Its discrete form are shown by x ( 0) (i ) + az (1) (i ) = b

where z (1) (i ) is called background value of

(8) (1)

dx . It is dt

obtained by z (1) (i ) =

1 (1) ( x (i − 1) + x (1) (i)) 2

(9)

From Definition 7, we know that first derivative dx (1) / dt is calculated by difference of whitening data, and background value z(1)(i) is calculated by mean value of whitening data in each interval [i-1,i] for i = 1,2,L, n . Similarly,

2.2 Grey GM(1,1) model

(3)

i =1

these problems are applied to the 2 ,3 ,L, n orders grey model respectively. Actually, these intervals consist of uncertain grey set which including nonprecise information. Only using each whitening discrete data of intervals to calculate derivative dx(1) / dt and background value z(1), thus it will disregard the existences of grey information in the intervals [3]. Since the irrational problems, when GM is applied to predict the future characteristics of system, the forecasted error decreases more and more according to the increase of derivative.
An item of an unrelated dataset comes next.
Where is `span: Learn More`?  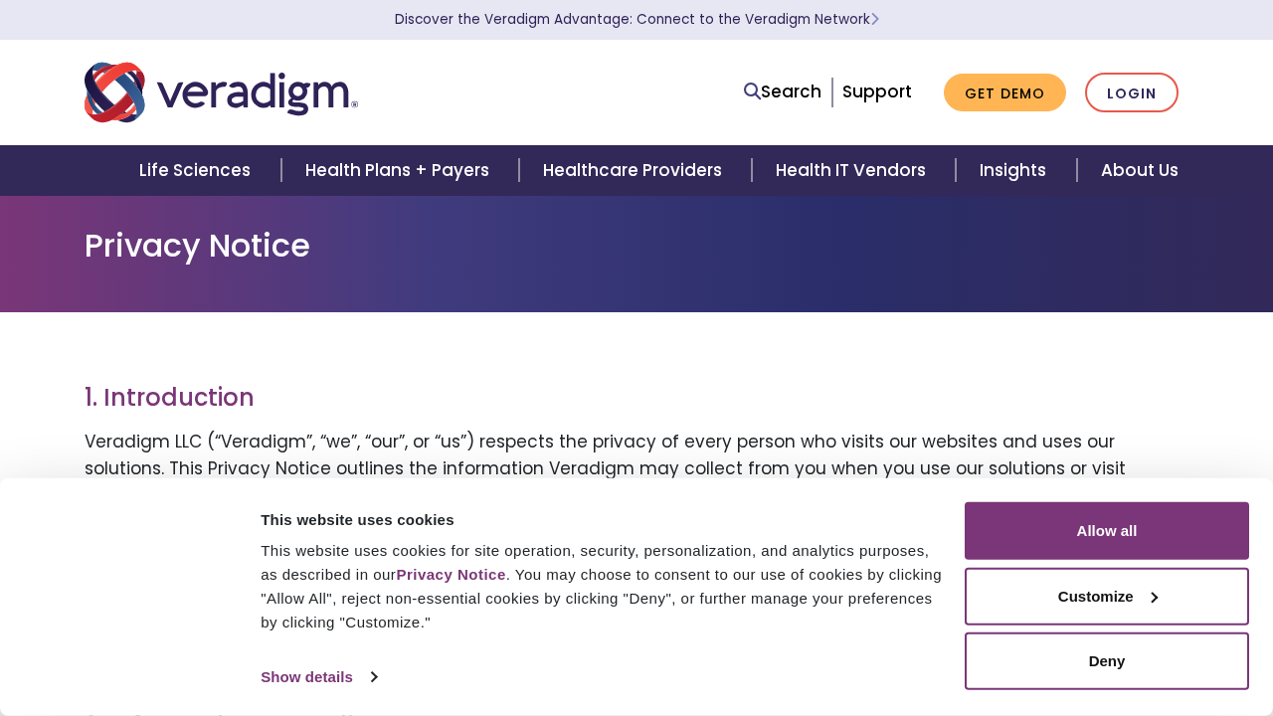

Therefore, the accuracy of GM(2,1) model is low and is not nd

rd

th

applied.

where

dx (1) dx (1) (i − 1) = H 3′ (i − 1) , (i ) = H 3′ (i ) . dt dt



3. T-3spGM(2,1) model We can view the interval [i − 1, i ] for i = 1,2, L , n as grey interval, derivatives dx (1) / dt , d 2 x (1) / dt 2 and background value z (1) are a serial unclear numbers in all grey intervals [3]. In this paper, we presented whitening coefficients based on grey interval to establish new GM(2,1) model which is defined as 3spGM(2,1). But 3spGM(2,1) is only as a middle model. When whitening coefficients of 3spGM(2,1) are set initial values, we presented Taylor approximation method to optimize the whitening coefficients and made forecasted error reduce to minimum. This generated improved model is defined as T-3spGM(2,1). 3.1 Grey interval analysis As shown in Fig.1, in interval [i − 1, i ] (i = 1,2,L, n) , we assume that derivative value dx (1) / dt is grey derivative value ⊗ dx (1) / dt and background value z (1) is grey background value ⊗ z (1) . Through the grey interval operation, we can obtain their value. By connecting between 1-AGO discretion point x(1) (i − 1) and x(1) (i ) . According to cubic spline function, the smooth curve H 3 (t ) is created. Therefore, the condition in which the derivative of H 3 (t ) is established, and we can obtain the derivative value of x(1) (i − 1) and x(1) (i ) . As a result, the derivative value H 3′ (i − 1) and H 3′ (i) of the discretion point is obtained. When i = 1,2,L, n , we can obtain all derivative values of primitive sequence x(1) (i ) . Because cubic spline function is used, the second derivative value H 3′′(i − 1) and H 3′′(i ) can be acquired too. Then, according to (1), grey derivative value ⊗ dx (1) / dt in interval [i − 1, i ] is shown as follows:

where

d 2 x (1) dt

2

⎡ d 2 x (1) d 2 x (1) ⎤ (i) = ⎢ (i − 1), (i )⎥ 2 dt 2 ⎥⎦ ⎣⎢ dt

(11)

d 2 x (1) d 2 x (1) (i − 1) = H 3′′(i − 1) , (i ) = H 3′′(i ) . 2 dt dt 2

According to (2), we introduce coefficients α and γ to calculate the whitening value of grey derivative value ⊗ dx (1) / dt : dx (1) dx (1) dx (1) = (1 − α ) (i − 1) + α (i ) dt dt dt where α = [0,1] . d 2 x (1) d 2 x (1) d 2 x (1) = (1 − γ ) (i − 1) + γ (i ) 2 2 dt dt dt 2 where, γ = [0,1] .

(12)

(13)

The same method, grey background value ⊗ z (1) in interval [i − 1, i ] is shown as follows: ⊗ z (1) = [ x (1) (i − 1), x (1) (i )]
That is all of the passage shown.